TheDrouth

27th January 2023

AN INTRODUCTION TO TOM NAIRN The Enchanted Nat by Mitch Miller & Johnny Rodger

Who was Tom Nairn? One of the great political thinkers of his age, we mark his passing away with an introduction to his thought. This piece is excerpted from Tartan Pimps, a 2010 book by Mitch Miller and Johnny Rodger, which examined how the new Scottish politics were written into being. Some of the parliamentary politics here have aged a bit -Nairn's thought has not.
23rd January 2023

THE GLEAN review by Sara Stevenson

Billed as 'groundbreaking', the Edinburgh City Art Centre exhibition, Glean - curated by Jenny Brownrigg - gathers the work of 14 pioneering early 20th century women photographers and filmmakers. Sara Stevenson reviews it for The Drouth, and considers it an 'impressive achievement'.
12th January 2023

What Should an Art School be? by Murdo Macdonald

A meditation on those places where you can learn to see things and make things, and mess around with materials and forms and colours, usually for no particular purpose other than what Murdo Macdonald calls here a 'true education'. What will come of it, what has become of it?
12th January 2023

THE NEW VOCAL CLUB:
Between Eldorado and Utopia
by
Neil Cooper

Has there been a new discovery of the social and civic aspects of song -its historic powers? What are the sources and its outcomes of such a movement? How did it start up, where does it happen, who takes part and where is it going? Neil Cooper went to see and listen to the NVC in Perth.
24th December 2022

Glasgow Rock Diaries: Chapter 101
THE CLYDESIDE CLASH
by
Raymond Burke

What an Xmas scoop! -our sister blatt the Finnieston Times and their reporter Raymond Burke unearth yet another vital manuscript for the annals of contemporary rockography.
19th November 2022

Scotland Rising: The Case for Independence by Gerry Hassan reviewed by RICHARD FINLAY

'Sometimes it feels like all the possible takes on the independence debate have already been 'well rehearsed'. Can the debate be refreshed and also gain some new subtlety and complexity? Richard Finlay assesses Gerry Hassan's new book-length contribution and is optimistic about its possible influence.
20th October 2022

FLAUNTING SZAFKI
by
JOHNNY RODGER

Born and raised in Glasgow, the only child of a Russian emigre, painter Yusef Szafki was much influenced by literature in his visual artwork. In an endlessly creative life, he published two literary works, including one on engaging with the Russian/Ukrainian writer Nikolai Gogol (60’ N (1996) ). Arguably the bold dreamlike, exaggerated style of Szafki’s work is influenced heavily by Gogol’s character, and his writing in such famous stories as ‘Diary of a Madman’ and ‘The Nose’. Johnny Rodger reviews this retrospective as the first exhibition to attempt a survey across his life’s work, and appreciates Szafki's experimentation and his ever-developing concerns with form, tone and texture.
11th October 2022

AFTER HENRY’S… Not Quite Greenwich Village
by
NEIL COOPER

An addition to our 'Lost Institutions' series, Neil Cooper sings the praise of a much missed music venue - Henry's Cellar Bar. But is it really lost -is that the way it works with the subculture -does it ever get stuck on one place? Is Utopia a material, or a performance, or ...?
11th October 2022

THE QUIET REVOLUTION
by
BURKE and McLEAN

'What did you do, dad, on the 19th of September 2022?' -The People of South Lanarkshire did not rest on that day - Burke and McLean (not Edmund and John, but Raymond and Richard) egged them on to the respectful end, while the Queen of England was laid to rest.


Scan the listing below. Report each line that includes "chart".

/---

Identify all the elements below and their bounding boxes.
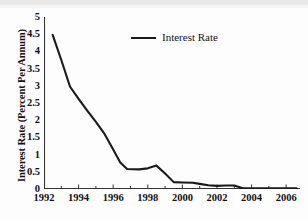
y-tick-label: 4 [16,46,40,57]
chart-legend: Interest Rate [131,32,218,43]
y-tick-label: 3 [16,81,40,92]
y-axis-tick-labels: 00.511.522.533.544.55 [12,0,40,219]
data-series-interest-rate [53,35,297,188]
y-tick-label: 1.5 [16,132,40,143]
x-tick-label: 2006 [266,193,306,204]
legend-label-interest-rate: Interest Rate [162,32,218,43]
x-axis-tick-labels: 19921994199619982000200220042006 [0,193,308,213]
y-tick-label: 0.5 [16,167,40,178]
y-tick-label: 2.5 [16,98,40,109]
y-tick-label: 5 [16,12,40,23]
y-tick-label: 2 [16,115,40,126]
scan-artifact-band-secondary [0,5,308,8]
legend-line-marker [131,37,156,39]
chart-figure: Interest Rate (Percent Per Annum) 00.511… [0,0,308,219]
y-tick-label: 3.5 [16,64,40,75]
y-tick-label: 4.5 [16,29,40,40]
y-tick-label: 1 [16,150,40,161]
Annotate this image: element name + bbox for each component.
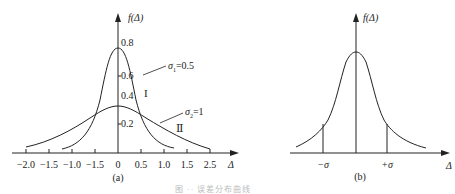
y-axis-label-a: f(Δ) xyxy=(128,13,143,23)
x-axis-arrow-b-icon xyxy=(441,150,450,156)
leader-sigma1 xyxy=(143,66,166,75)
sigma1-label: σ1=0.5 xyxy=(168,61,194,75)
y-tick-0.8: 0.8 xyxy=(121,38,134,48)
x-tick: 2.5 xyxy=(204,160,217,170)
plus-sigma-label: +σ xyxy=(381,160,393,170)
x-tick: 1.0 xyxy=(158,160,171,170)
panel-a-caption: (a) xyxy=(112,173,123,183)
x-tick: −1.5 xyxy=(86,160,104,170)
sigma2-label: σ2=1 xyxy=(185,107,204,121)
x-axis-arrow-icon xyxy=(230,150,239,156)
minus-sigma-label: −σ xyxy=(317,160,329,170)
x-tick: −1.5 xyxy=(40,160,58,170)
x-tick: −1.0 xyxy=(63,160,81,170)
x-tick: 1.5 xyxy=(181,160,194,170)
curve-normal xyxy=(296,52,426,148)
x-axis-label-b: Δ xyxy=(446,161,452,171)
panel-b-caption: (b) xyxy=(354,172,366,182)
curve-label-II: Ⅱ xyxy=(176,123,183,133)
x-tick: −2.0 xyxy=(17,160,35,170)
figure-caption: 图 ·· 误差分布曲线 xyxy=(175,183,251,194)
y-axis-arrow-icon xyxy=(115,13,121,22)
y-axis-label-b: f(Δ) xyxy=(363,13,378,23)
x-tick: 0.5 xyxy=(135,160,148,170)
x-axis-label-a: Δ xyxy=(228,160,234,170)
y-tick-0.2: 0.2 xyxy=(121,119,134,129)
y-tick-0.6: 0.6 xyxy=(121,71,134,81)
y-axis-arrow-b-icon xyxy=(353,13,359,22)
x-tick: 0 xyxy=(116,160,121,170)
y-tick-0.4: 0.4 xyxy=(121,91,134,101)
curve-label-I: I xyxy=(144,88,148,98)
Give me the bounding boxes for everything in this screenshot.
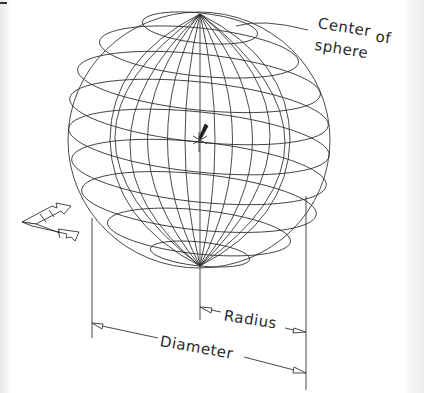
- extension-lines: [92, 196, 306, 390]
- center-marker: [193, 124, 208, 152]
- label-of: of: [374, 27, 392, 47]
- sphere-diagram: Center of sphere Radius: [0, 0, 424, 393]
- radius-dimension: Radius: [200, 306, 306, 333]
- diagram-canvas: Center of sphere Radius: [0, 0, 424, 393]
- ucs-axis-icon: [22, 203, 79, 241]
- label-sphere: sphere: [313, 36, 369, 62]
- center-of-sphere-label: Center of sphere: [313, 14, 393, 65]
- center-leader-line: [236, 23, 308, 30]
- radius-label: Radius: [223, 306, 278, 332]
- wireframe-sphere: [66, 7, 333, 271]
- diameter-label: Diameter: [159, 332, 235, 363]
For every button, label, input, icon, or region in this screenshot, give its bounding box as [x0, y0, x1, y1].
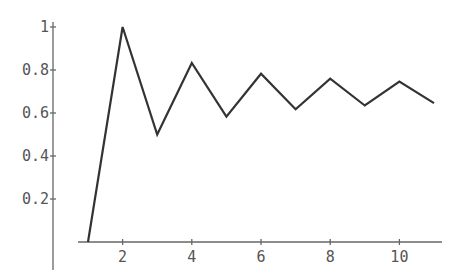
y-tick-label: 1: [40, 18, 49, 36]
y-tick-label: 0.6: [22, 104, 49, 122]
y-tick-label: 0.8: [22, 61, 49, 79]
x-tick-label: 8: [326, 248, 335, 266]
y-tick-label: 0.2: [22, 190, 49, 208]
y-tick-label: 0.4: [22, 147, 49, 165]
y-ticks: 0.20.40.60.81: [22, 18, 56, 208]
x-tick-label: 2: [118, 248, 127, 266]
line-chart: 0.20.40.60.81 246810: [0, 0, 450, 270]
x-tick-label: 6: [256, 248, 265, 266]
axes: [53, 22, 442, 270]
x-ticks: 246810: [118, 239, 408, 266]
data-line: [88, 27, 434, 242]
x-tick-label: 10: [390, 248, 408, 266]
x-tick-label: 4: [187, 248, 196, 266]
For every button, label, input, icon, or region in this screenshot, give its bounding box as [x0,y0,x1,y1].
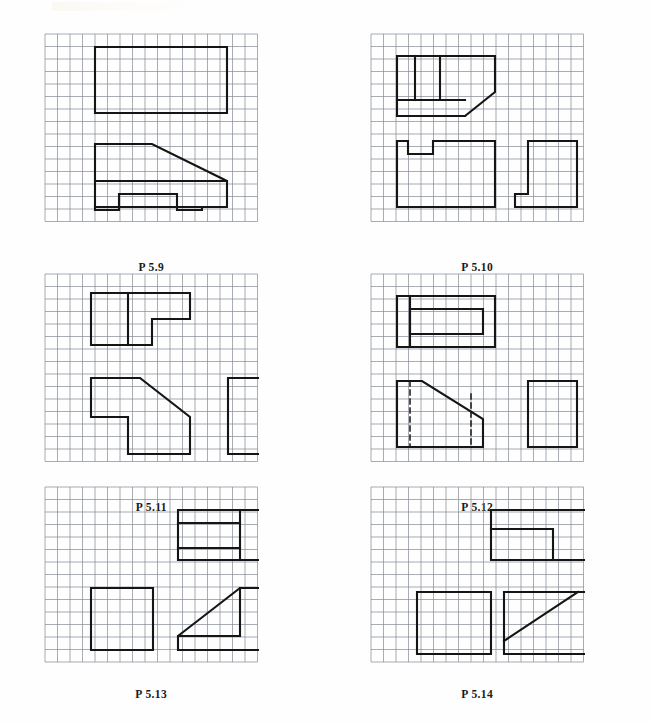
orthographic-views [417,510,585,654]
panel-caption-p514: P 5.14 [370,688,585,700]
front-view [91,588,153,650]
page-header-smudge [52,2,202,11]
side-view [504,592,585,654]
orthographic-views [397,56,577,207]
exercise-panel-p511: P 5.11 [44,273,259,463]
top-view-step [491,529,553,560]
exercise-panel-p59: P 5.9 [44,33,259,223]
exercise-panel-p510: P 5.10 [370,33,585,223]
worksheet-page: P 5.9P 5.10P 5.11P 5.12P 5.13P 5.14 [0,0,652,723]
top-view [491,510,585,560]
orthographic-views [397,296,577,447]
front-view [417,592,491,654]
graph-paper-grid [371,274,584,462]
drawing-canvas-p59 [44,33,259,223]
drawing-canvas-p513 [44,486,259,663]
panel-caption-p510: P 5.10 [370,261,585,273]
side-view [178,588,259,650]
exercise-panel-p512: P 5.12 [370,273,585,463]
front-view [91,378,190,454]
top-view [91,293,190,345]
drawing-canvas-p512 [370,273,585,463]
graph-paper-grid [371,487,584,662]
exercise-panel-p513: P 5.13 [44,486,259,663]
side-view [528,381,577,447]
panel-caption-p59: P 5.9 [44,261,259,273]
drawing-canvas-p510 [370,33,585,223]
drawing-canvas-p514 [370,486,585,663]
orthographic-views [91,510,259,650]
drawing-canvas-p511 [44,273,259,463]
orthographic-views [91,293,259,454]
exercise-panel-p514: P 5.14 [370,486,585,663]
top-view [178,510,259,560]
graph-paper-grid [45,274,258,462]
graph-paper-grid [371,34,584,222]
panel-caption-p513: P 5.13 [44,688,259,700]
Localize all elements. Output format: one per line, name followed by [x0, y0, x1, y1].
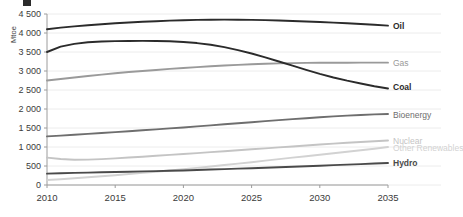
- series-lines: [47, 20, 388, 180]
- legend-label-other-renewables[interactable]: Other Renewables: [393, 143, 463, 153]
- axis-lines: [44, 14, 388, 188]
- series-line-bioenergy: [47, 114, 388, 136]
- series-line-hydro: [47, 163, 388, 174]
- legend-label-bioenergy[interactable]: Bioenergy: [393, 110, 431, 120]
- legend-label-gas[interactable]: Gas: [393, 58, 409, 68]
- legend-label-oil[interactable]: Oil: [393, 21, 404, 31]
- series-line-nuclear: [47, 141, 388, 160]
- series-line-oil: [47, 20, 388, 30]
- legend-label-hydro[interactable]: Hydro: [393, 158, 418, 168]
- legend-label-coal[interactable]: Coal: [393, 82, 411, 92]
- series-line-coal: [47, 41, 388, 89]
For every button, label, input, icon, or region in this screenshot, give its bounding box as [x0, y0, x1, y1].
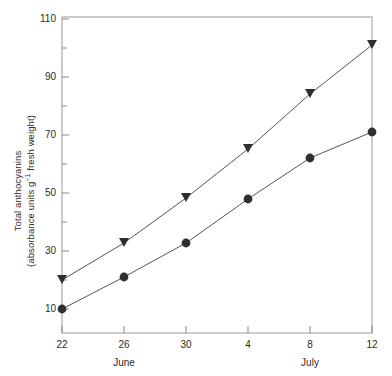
data-point-marker — [244, 195, 253, 204]
data-point-marker — [120, 273, 129, 282]
data-point-marker — [58, 305, 67, 314]
data-point-marker — [306, 154, 315, 163]
data-point-marker — [368, 128, 377, 137]
data-point-marker — [182, 239, 191, 248]
plot-area — [0, 0, 392, 376]
plot-frame — [62, 17, 372, 333]
anthocyanins-line-chart: Total anthocyanins (absorbance units g−1… — [0, 0, 392, 376]
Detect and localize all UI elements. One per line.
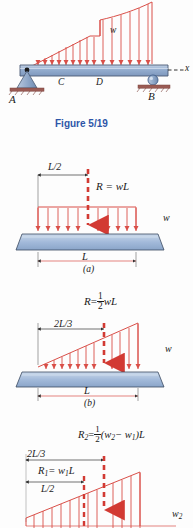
case-c-r1-tail: L [69, 465, 75, 476]
load-arrows-ramp [38, 37, 94, 65]
case-c-r1-label: R1= w1L [38, 465, 75, 478]
case-a-resultant-label: R = wL [96, 180, 129, 192]
case-a-surface-plate [16, 234, 164, 250]
label-axis-x: x [185, 63, 189, 73]
case-c-dim-2l3-label: 2L/3 [27, 448, 45, 459]
case-a-intensity-label: w [163, 212, 170, 223]
case-c-load-arrows [34, 473, 140, 528]
figure-caption: Figure 5/19 [55, 118, 108, 129]
case-c-r1-equals: = w [48, 465, 65, 476]
case-b-load-arrows [46, 324, 138, 369]
case-b-caption: (b) [84, 398, 95, 408]
beam-body [20, 65, 168, 76]
case-b-centroid-label: 2L/3 [54, 318, 72, 329]
case-c-w2-symbol: w [172, 508, 179, 519]
case-b-r-tail: wL [104, 295, 117, 307]
case-a-span-label: L [82, 251, 88, 262]
figure-page: A B C D w x Figure 5/19 [0, 0, 193, 528]
case-a-half-span-dim [38, 175, 88, 207]
case-b-resultant-label: R=12wL [84, 292, 117, 312]
case-b-intensity-label: w [165, 343, 172, 354]
label-support-b: B [148, 90, 155, 102]
case-c-intensity-w2-label: w2 [172, 508, 182, 521]
case-c-r2-close: )L [135, 429, 144, 440]
case-b-frac-den: 2 [97, 302, 104, 311]
label-load-intensity-w: w [110, 25, 116, 35]
case-a-caption: (a) [83, 264, 94, 274]
case-c-r2-label: R2=12(w2− w1)L [78, 425, 145, 444]
case-a-load-arrows [38, 208, 136, 231]
case-c-r2-minus: − w [115, 429, 132, 440]
case-b-span-label: L [84, 385, 90, 396]
case-b-surface-plate [16, 372, 164, 387]
case-c-dim-l2-label: L/2 [41, 483, 54, 494]
case-c-r2-tail: (w [101, 429, 112, 440]
case-b-fraction: 12 [97, 292, 104, 312]
main-beam-figure [0, 0, 193, 115]
case-c-w2-sub: 2 [179, 513, 183, 521]
case-b-r-symbol: R [84, 295, 91, 307]
label-support-a: A [9, 93, 16, 105]
case-a-half-span-label: L/2 [48, 161, 61, 172]
label-point-d: D [96, 77, 103, 87]
label-point-c: C [58, 77, 64, 87]
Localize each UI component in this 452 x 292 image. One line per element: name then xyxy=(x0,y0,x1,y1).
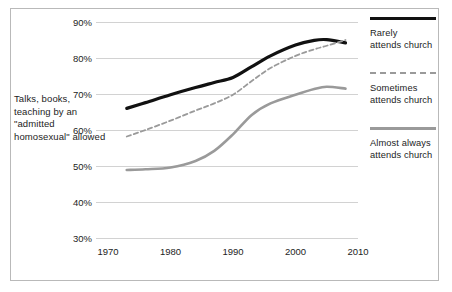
plot-area: 30%40%50%60%70%80%90% 197019801990200020… xyxy=(108,22,358,238)
figure-root: Talks, books, teaching by an "admitted h… xyxy=(0,0,452,292)
y-tick-mark xyxy=(96,166,108,167)
legend-item[interactable]: Rarelyattends church xyxy=(370,14,438,51)
legend-label: attends church xyxy=(370,150,438,162)
x-tick-label: 1990 xyxy=(222,246,243,257)
legend-item[interactable]: Sometimesattends church xyxy=(370,69,438,106)
x-tick-label: 2010 xyxy=(347,246,368,257)
series-lines xyxy=(108,22,358,238)
y-tick-label: 70% xyxy=(73,89,92,100)
y-tick-label: 80% xyxy=(73,53,92,64)
x-tick-label: 1980 xyxy=(160,246,181,257)
y-tick-mark xyxy=(96,130,108,131)
legend-swatch-solid xyxy=(370,124,436,133)
gridline xyxy=(108,238,358,239)
legend-line-sample xyxy=(370,17,436,20)
legend-line-sample xyxy=(370,72,436,74)
y-tick-mark xyxy=(96,94,108,95)
y-tick-mark xyxy=(96,22,108,23)
y-tick-label: 50% xyxy=(73,161,92,172)
legend-label: attends church xyxy=(370,95,438,107)
y-tick-label: 40% xyxy=(73,197,92,208)
y-tick-label: 60% xyxy=(73,125,92,136)
legend-line-sample xyxy=(370,127,436,130)
x-tick-label: 2000 xyxy=(285,246,306,257)
legend-label: Rarely xyxy=(370,28,438,40)
y-tick-mark xyxy=(96,238,108,239)
legend-label: Sometimes xyxy=(370,83,438,95)
x-tick-label: 1970 xyxy=(97,246,118,257)
legend-swatch-dashed xyxy=(370,69,436,78)
y-tick-label: 90% xyxy=(73,17,92,28)
legend: Rarelyattends churchSometimesattends chu… xyxy=(370,14,438,180)
y-tick-label: 30% xyxy=(73,233,92,244)
y-tick-mark xyxy=(96,202,108,203)
y-axis-caption: Talks, books, teaching by an "admitted h… xyxy=(14,93,106,143)
legend-item[interactable]: Almost alwaysattends church xyxy=(370,124,438,161)
legend-swatch-solid xyxy=(370,14,436,23)
legend-label: attends church xyxy=(370,40,438,52)
legend-label: Almost always xyxy=(370,138,438,150)
y-tick-mark xyxy=(96,58,108,59)
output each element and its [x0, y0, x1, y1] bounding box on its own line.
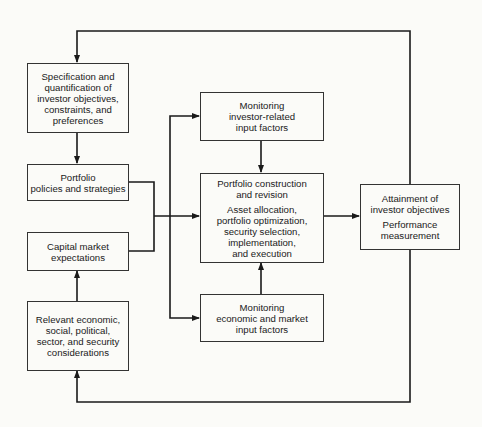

\---

- EXERCISE OUTPUT:
chart-legend: Interest Rate [131,32,218,43]
chart-figure: Interest Rate (Percent Per Annum) 00.511… [0,0,308,219]
line-chart: 0.20.40.60.81 246810: [0, 0, 450, 270]
anthocyanins-line-chart: Total anthocyanins (absorbance units g−1… — [0, 0, 392, 376]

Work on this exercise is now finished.